I wrote Merrill and Beza that the screen was a poor choice of words to assist with the analysis. It was a forced metaphor regarding the spatial conception. I visit as many new urbanist places as possible to understand them. The designers conceive these developments as a series of territorial types, which are set next to each other. Each territory has an aesthetic heart (round, linear or grid) that is defined with building facades.
Once leaving the hearts, transitions between territories are very awkward and rely on the road to rudely connect them. The locations of the screens are the empty car zones of garages, parking lots, alleys or highways. The resident and visitor are supposed to mentally ignore these places like the toilet in the mansion. The leftover space is just that.

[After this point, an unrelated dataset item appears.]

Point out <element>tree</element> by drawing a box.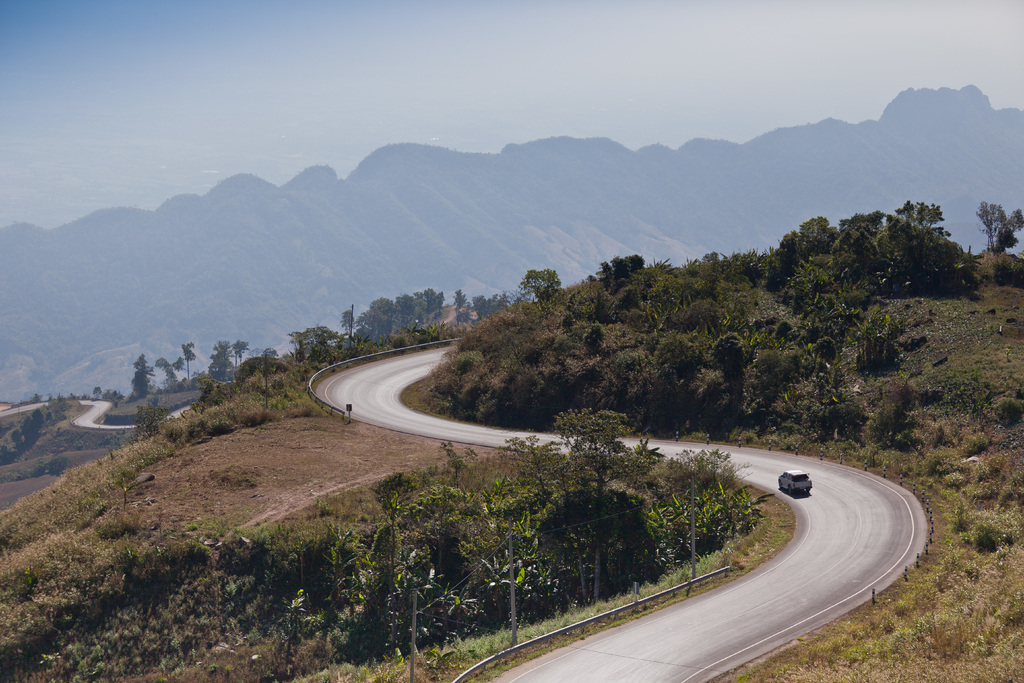
l=230, t=336, r=255, b=384.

Harbor Town leftover space. (Frequently praised as multi-use parking)
The key to the spatial failure is the unrelenting demand for tiny heart after tiny heart. Each territory is not provided enough space to establish the vernacular repetition and controlled variation that we understand as a neighborhood or city. Without enough territory for natural repetition, control will be the psychological sense of the place. And control is the generator of discomfort for the some and the source of security for others. For many bloggers – extreme discomfort.

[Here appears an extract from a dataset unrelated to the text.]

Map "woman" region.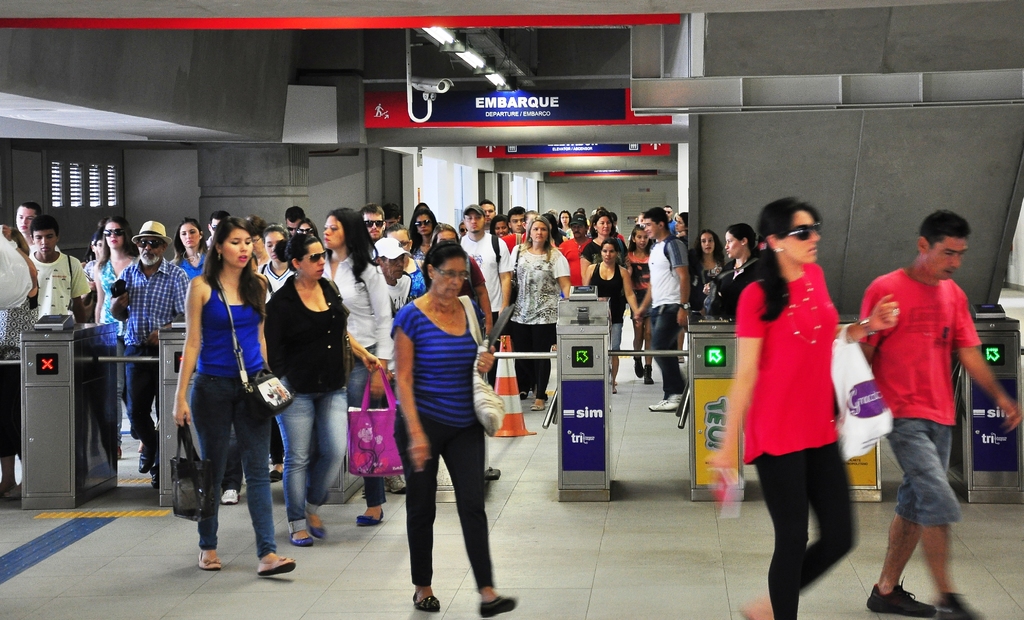
Mapped to 696,224,765,319.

The irony is that the tiny hearts or odd spaces of containment are the moments we seek and remember in the suburban or low-scale urban environments. Somehow when designed, the feeling is control and not joy. The joy arises from the efforts of single person with a little imagination or a failure of coordination in the overall design.

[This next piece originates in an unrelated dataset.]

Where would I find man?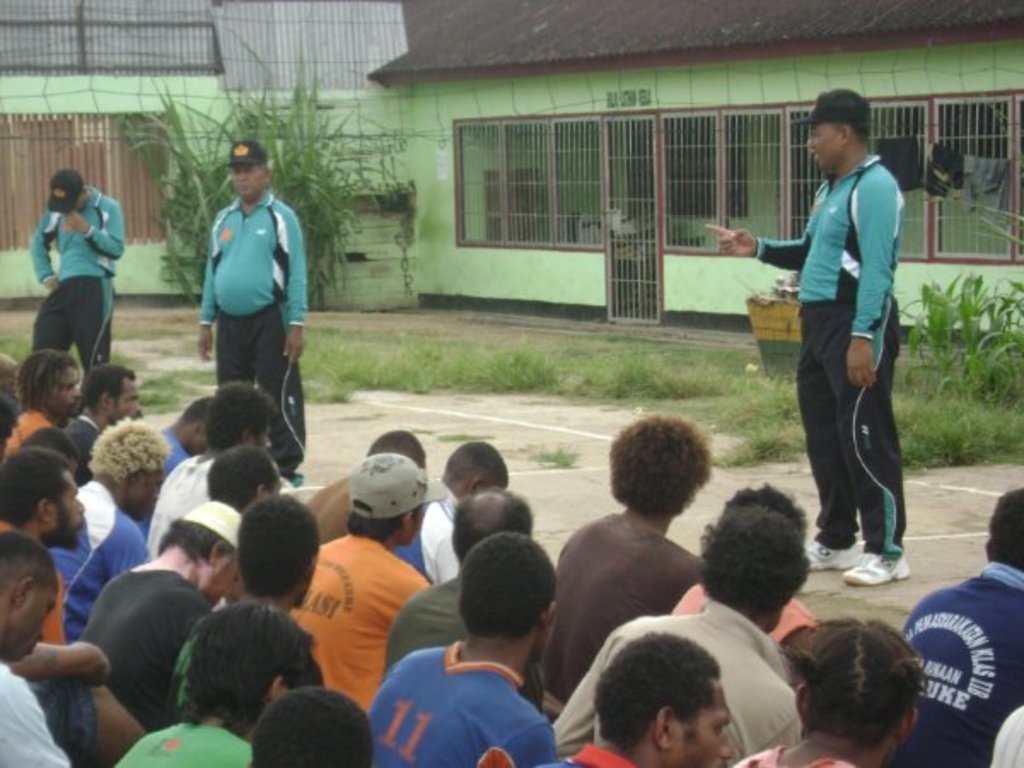
At crop(705, 87, 910, 585).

When examining new urbanism, I must always remember that it is a developer’s alternative to the gated suburban apartment complex and single-family neighborhood. New urbanism should be judged against the other choice for newness – not the neighborhoods with centuries or decades of demolition and remodeling. Eventually these places will be personalized and the control may dissipate. Or like the highly controlled of designs of late 19th and early 20th century religious retreats or military bases, the control will seem benign and part of another era. The museum viewing or resort dwelling instincts will take hold and replace the judgment standards of neighborhood living.
Recently, I visited Memphis and had the opportunity to spend a couple nights in the River Inn in Harbor Town. Harbor Town is one of the older new urbanist developments in the USA with the first sales in 1991. The mature landscape and some personalization have already emerged. The commercial mixed-use area has a messiness with different building types and scales that humanizes the space. It appears the architects – Loney Ricks Kiss – where designing by accommodation that than preconception. The personalization arises when the overall structure fails to resolve the space and the individual architects, gardens and owners must find a solution. Harbor Town proves the new urbanist system can succeed without the stylistic and spatial tyranny.
Harbor Town site plan on the Mississippi River by LRK.
Front onto the Mississippi River
Harbor Town mature trees (Note the Memphis pyramid)
Harbor Town with a little age and inconsistency
The imperfections start to emerge after 15 years.